However, Cadoc only smiled, raised his cup, and replied, “You can tell me your name, my lady, and whatever else you care to. You can gladden me with your company for a short while. That is ample. Drink, I pray you.”
She sipped. Deliciousness flowed over her tongue. This was no berry wine of the backwoods, it was—was— “I, I am—“ Almost, she gave him her baptismal name. But of course that would be unwise. She believed she could trust this man, but if a sorcerer somehow learned it she would be open to spells. Besides, she seldom thought about it. “Svoboda Volodarovna,” the name she used at home. “From … afar. Where is your friend?”
“Rufus? Oh, I’ve put him to getting your clothes as clean as possible. Afterward he won’t disturb us. I gave him a flagon of his own to keep him company. A loyal man, brave, but limited.”
“Your servant, then?”
Did a shadow flit across his face? “An associate of mine for a long, long time. He lost his hand fighting once, warding my back, when a gang of Saxons ambushed us. He kept on fighting, left-handed, and we escaped.”
What were Saxons? Robbers? “Such a wound should have disabled him, at least. Most men would soon have died of it.”
“We’re a tough pair. But enough. How did you happen to be abroad after dark, Svoboda Volodarovna? You’re clearly not the kind who ordinarily would. It was sheer luck that Rufus and I were in earshot. We’d been having a last cup with a Rus factor I’ve come to know; bade him goodnight since we must rise betimes tomorrow, set off, and then— Ah, it seems God would not let a lady such as you come to sordid grief.”
The wine glowed and thrilled in her blood. She remembered caution, but did find herself blurting out as much as Gleb had revealed on her behalf to Olga Borisovna and … and, as her voice ran on, to Igor Olegev. Cadoc’s shrewd, quiet questions made it easy.
“Ah,” he murmured at length. “Thank the saints, we did save you from ruin. That besotted mercenary would have left you in no state to hide what had befallen, if he left you alive at all.” He paused. “Whereas you can tell your landlady, and afterward that man who’s playing father to you, that you stayed too late at the church, lost in prayer. It’s nothing unusual hereabouts.”
She bridled. “Shall I give them a falsehood? I have my honor.”
He grinned. “Oh, come now. You’re not fresh out of a cloister.” She didn’t know what that might be, but caught his drift. “How often in your life has a He been more than harmless, been a shield against hurt? Why put the good Gleb in an awkward position, when he has worked so hard on your behalf?” Impudently: “As the go-between who brought Igor the chandler a superb new wife, Gleb can await excellent business deals. Spoil it not for him, Svoboda.”

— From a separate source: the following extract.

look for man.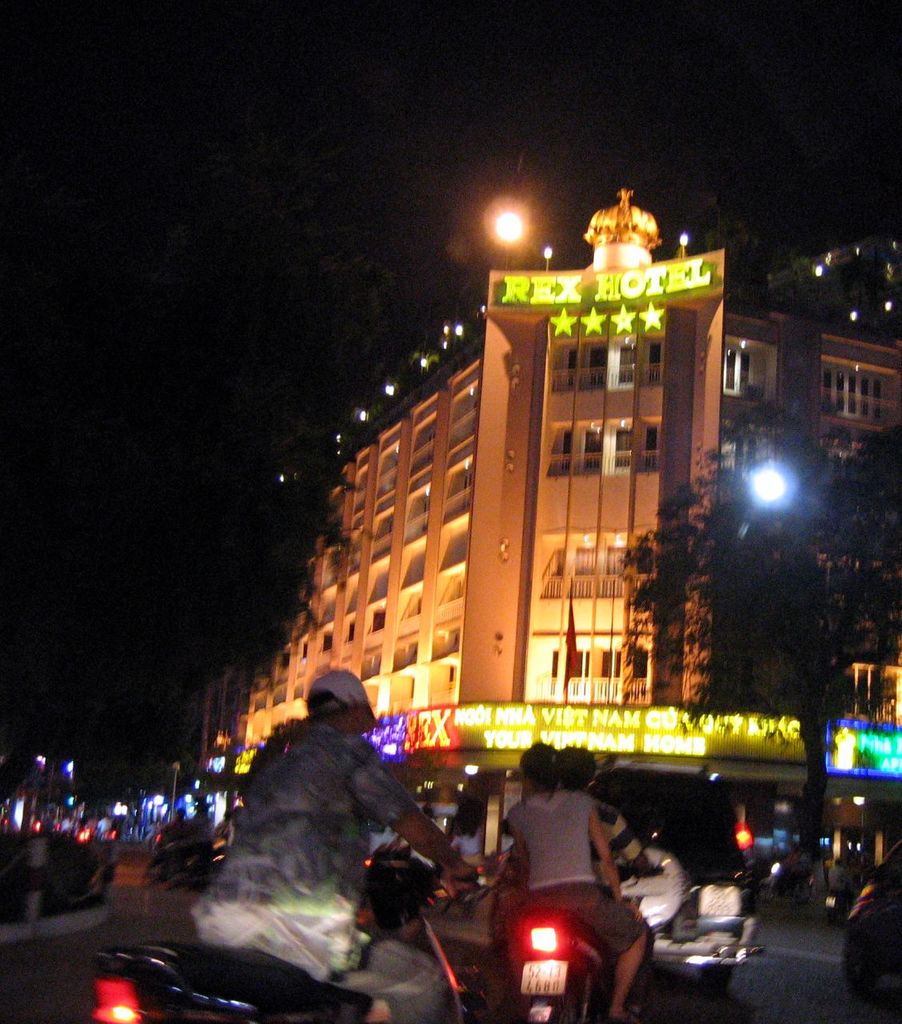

She covered her confusion by draining her cup. He refilled it. “I understand,” he said. “You are young, and the young are apt to be idealistic. Nevertheless, you have imagination and boldness beyond your years, more than most men do, that you would set forth into an altogether different life. Use that wisdom.”
Sudden desolation welled up in her. She had learned how to turn it into mirth of a sort. “You talk as my grandfather might have,” she said. “How old are you?”
His tone bantered. “Not yet worn out.”
Eagerness to know surged like lust. She leaned forward, aware of his awareness of her bosom. The wine buzzed, bees in a clover meadow. “You’ve told nothing of yourself. What are you?” A prince or boyar, ending his father’s name not in “ev” but in “vitch”? The byblow of a forest god?
“A merchant,” he said. “I’ve followed this route for years, building my wealth till I own a ship. My stock is fine things: amber and furs from the North, cloths and delicacies from the South, costly without being too bulky or heavy.” Maybe the drink had touched him a bit also, for he added, puzzlingly, half under his breath, “It lets me meet people of many different kinds. I am curious about them.”